Naseer Dashti’s “The Baloch and Balochistan: A Historical Account from the Beginning to the fall of the Baloch State” is an absolutely outstanding scholarly work not only on the Baloch people and Balochistan, but of the whole Middle East, South and Central Asia.
In the first part of the book, Dashti, who holds a Ph.D. in anthropology, traces the origin of the Baloch to the Aryan migrations between 2100-1800 BCE. He examines the linguistic, cultural, religious, and socio-economic evolution of the Baloch, from nomadic Zoroastrians to Sunni Muslim agriculturalists, and their migration/displacement/deportation under various empires (Persian, Parthian, Arab, Saka, Hephthalite, Sassanid, Ghaznavid, Greek, Mongol, Mughal, etc.) to present-day Balochistan.
Dashti then examines the rise of the first Baloch state, the Khanate of Kalat, from 1666 to its occupation by the British in 1839. Not only does Dashti provide a fantastic analysis of the rise and fall of the first Baloch state, the he also offers a fascinating history of some of the empires and historical figures Kalat had to contend with and how major historic events, such as the assassination of Nadar Shah in 1747, influenced internal and regional developments for Kalat.
Finally, the Dashti examines Kalat under British occupation, including how Kalat was thrusted into Britain’s ‘Great Game’ with tsarist Russia in Central Asia, how the 1917 Bolshevik Revolution inspired independent Balochi nationalism and anti-imperialism (a Baloch delegation participated in the Soviet-sponsored ‘Congress of the Peoples of the East’ in 1920), the short-lived independence of Kalat again in 1947 and its occupation by Pakistan in 1948.
I thoroughly enjoyed this book and would recommend to anyone interested in the Middle East, South and Central Asia, and anti-colonial liberation movements.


Collect each line of the entries that holds the string "open".

(Dataset listings of figures)
━━━━━━━━━━━━━━━━━━━━━━━━━━━━━━

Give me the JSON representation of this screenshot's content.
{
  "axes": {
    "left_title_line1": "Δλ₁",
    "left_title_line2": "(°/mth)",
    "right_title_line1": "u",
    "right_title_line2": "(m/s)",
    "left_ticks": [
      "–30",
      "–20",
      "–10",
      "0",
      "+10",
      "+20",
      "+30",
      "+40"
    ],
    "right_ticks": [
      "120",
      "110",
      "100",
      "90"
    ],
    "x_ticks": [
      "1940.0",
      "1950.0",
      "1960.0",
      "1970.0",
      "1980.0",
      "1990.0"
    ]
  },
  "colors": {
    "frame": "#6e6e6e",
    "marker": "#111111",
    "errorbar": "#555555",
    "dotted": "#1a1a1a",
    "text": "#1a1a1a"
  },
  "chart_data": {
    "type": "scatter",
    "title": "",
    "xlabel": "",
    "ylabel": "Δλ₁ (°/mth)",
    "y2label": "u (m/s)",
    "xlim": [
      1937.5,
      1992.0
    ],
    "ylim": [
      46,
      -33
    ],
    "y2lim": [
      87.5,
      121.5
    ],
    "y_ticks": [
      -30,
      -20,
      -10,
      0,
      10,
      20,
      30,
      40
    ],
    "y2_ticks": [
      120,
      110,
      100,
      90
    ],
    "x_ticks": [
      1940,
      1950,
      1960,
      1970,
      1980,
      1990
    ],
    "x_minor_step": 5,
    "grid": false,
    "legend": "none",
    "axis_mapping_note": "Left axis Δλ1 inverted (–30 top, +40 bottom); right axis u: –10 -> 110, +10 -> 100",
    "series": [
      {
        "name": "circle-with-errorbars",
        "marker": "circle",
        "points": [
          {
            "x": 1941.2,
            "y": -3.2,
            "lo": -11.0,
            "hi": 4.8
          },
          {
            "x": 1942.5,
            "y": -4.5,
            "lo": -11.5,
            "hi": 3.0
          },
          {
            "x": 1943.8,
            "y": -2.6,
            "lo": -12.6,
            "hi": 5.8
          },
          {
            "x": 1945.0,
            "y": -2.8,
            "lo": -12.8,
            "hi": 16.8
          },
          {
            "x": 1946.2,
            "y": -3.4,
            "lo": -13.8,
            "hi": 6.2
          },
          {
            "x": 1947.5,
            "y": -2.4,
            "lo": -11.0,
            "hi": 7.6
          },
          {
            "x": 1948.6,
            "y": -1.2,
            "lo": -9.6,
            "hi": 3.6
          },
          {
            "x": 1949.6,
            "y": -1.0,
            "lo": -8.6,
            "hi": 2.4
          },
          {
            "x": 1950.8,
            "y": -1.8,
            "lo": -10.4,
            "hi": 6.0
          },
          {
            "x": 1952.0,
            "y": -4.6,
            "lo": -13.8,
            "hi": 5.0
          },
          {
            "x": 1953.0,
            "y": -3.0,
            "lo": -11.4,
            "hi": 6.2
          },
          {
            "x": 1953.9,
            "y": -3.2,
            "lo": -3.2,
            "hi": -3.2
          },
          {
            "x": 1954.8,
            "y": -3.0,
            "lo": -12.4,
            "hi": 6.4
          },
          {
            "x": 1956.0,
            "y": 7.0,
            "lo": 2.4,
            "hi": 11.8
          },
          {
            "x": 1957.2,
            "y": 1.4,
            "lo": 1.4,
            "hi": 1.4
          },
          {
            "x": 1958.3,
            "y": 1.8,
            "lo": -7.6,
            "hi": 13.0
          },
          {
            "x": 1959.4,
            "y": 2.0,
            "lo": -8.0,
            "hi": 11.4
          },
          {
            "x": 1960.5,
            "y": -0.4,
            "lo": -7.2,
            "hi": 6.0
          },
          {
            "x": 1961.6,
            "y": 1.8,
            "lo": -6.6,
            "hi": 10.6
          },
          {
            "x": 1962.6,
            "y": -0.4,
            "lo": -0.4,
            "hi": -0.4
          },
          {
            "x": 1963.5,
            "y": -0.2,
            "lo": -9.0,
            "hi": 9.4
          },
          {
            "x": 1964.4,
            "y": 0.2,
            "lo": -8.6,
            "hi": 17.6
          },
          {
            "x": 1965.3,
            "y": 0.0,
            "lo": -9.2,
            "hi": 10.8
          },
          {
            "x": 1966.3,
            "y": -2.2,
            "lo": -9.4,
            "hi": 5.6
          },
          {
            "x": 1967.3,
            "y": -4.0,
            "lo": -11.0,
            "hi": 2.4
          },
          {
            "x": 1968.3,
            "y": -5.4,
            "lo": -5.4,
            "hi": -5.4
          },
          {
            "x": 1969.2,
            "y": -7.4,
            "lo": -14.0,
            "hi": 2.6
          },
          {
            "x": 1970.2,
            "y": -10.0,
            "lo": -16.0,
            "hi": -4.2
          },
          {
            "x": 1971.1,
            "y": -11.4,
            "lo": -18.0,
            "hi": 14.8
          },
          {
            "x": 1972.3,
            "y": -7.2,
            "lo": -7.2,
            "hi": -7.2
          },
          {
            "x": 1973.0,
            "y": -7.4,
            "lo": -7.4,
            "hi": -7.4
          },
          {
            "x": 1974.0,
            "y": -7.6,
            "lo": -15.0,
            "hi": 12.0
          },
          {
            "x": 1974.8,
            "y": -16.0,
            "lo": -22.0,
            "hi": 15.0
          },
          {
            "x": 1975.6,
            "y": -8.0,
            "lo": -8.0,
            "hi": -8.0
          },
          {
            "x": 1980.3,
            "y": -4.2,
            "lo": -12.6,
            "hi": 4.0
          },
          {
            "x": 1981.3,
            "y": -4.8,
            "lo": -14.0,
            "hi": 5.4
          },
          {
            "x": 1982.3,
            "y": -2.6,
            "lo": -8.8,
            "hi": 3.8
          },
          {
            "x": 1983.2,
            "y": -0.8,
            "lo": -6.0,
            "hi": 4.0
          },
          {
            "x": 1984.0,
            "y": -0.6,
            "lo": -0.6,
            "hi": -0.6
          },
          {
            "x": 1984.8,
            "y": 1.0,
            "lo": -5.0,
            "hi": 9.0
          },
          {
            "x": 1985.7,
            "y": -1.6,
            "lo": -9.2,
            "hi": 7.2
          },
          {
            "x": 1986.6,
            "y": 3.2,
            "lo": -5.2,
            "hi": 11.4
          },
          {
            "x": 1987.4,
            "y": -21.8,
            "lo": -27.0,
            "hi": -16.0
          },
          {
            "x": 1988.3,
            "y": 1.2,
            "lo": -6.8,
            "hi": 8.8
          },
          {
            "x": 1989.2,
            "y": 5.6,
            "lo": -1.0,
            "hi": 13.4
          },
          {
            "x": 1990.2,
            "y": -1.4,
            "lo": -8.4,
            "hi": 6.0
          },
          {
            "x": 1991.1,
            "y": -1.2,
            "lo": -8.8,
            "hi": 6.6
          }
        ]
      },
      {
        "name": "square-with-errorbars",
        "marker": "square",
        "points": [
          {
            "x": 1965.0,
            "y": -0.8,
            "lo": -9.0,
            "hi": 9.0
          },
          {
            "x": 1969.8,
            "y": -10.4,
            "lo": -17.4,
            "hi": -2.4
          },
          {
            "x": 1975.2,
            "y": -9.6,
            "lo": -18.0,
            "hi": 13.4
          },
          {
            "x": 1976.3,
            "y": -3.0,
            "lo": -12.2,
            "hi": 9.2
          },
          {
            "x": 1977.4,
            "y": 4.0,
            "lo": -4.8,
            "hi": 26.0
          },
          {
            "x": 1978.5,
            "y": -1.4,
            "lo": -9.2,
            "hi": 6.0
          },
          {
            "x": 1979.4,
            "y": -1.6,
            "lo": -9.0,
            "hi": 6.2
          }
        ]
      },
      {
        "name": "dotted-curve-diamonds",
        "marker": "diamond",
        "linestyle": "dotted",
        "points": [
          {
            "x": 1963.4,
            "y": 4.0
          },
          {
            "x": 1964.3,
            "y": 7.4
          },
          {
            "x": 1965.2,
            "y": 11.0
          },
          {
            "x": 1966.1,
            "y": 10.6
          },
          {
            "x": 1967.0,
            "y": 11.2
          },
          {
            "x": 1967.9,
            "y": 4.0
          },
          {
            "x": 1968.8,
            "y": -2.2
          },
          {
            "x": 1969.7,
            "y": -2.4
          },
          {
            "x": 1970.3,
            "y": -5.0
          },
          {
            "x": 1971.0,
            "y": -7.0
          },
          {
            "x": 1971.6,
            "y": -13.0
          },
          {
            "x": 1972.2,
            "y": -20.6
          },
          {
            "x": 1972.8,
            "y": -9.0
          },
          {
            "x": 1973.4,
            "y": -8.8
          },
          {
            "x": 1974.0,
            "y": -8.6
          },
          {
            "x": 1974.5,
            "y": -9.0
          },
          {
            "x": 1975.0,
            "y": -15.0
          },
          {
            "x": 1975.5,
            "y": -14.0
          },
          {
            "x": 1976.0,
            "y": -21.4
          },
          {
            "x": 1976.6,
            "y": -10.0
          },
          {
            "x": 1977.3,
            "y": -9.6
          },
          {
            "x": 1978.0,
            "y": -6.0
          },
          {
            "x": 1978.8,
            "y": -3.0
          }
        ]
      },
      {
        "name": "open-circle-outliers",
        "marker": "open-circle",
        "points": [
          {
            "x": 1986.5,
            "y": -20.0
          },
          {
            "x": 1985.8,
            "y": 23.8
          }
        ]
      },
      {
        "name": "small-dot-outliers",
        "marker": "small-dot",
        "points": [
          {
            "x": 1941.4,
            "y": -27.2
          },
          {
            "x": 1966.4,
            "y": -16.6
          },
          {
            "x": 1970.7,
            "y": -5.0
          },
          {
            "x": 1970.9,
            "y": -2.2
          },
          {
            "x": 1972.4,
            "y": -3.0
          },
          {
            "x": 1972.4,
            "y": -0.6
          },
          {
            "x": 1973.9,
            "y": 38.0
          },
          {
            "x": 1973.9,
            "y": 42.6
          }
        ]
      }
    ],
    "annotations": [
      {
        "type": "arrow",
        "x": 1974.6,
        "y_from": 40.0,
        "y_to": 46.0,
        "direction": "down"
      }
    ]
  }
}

━━━━━━━━━━━━━━━━━━━━━━━━━━━━━━

* RESPONSE
        "name": "open-circle-outliers",
        "marker": "open-circle",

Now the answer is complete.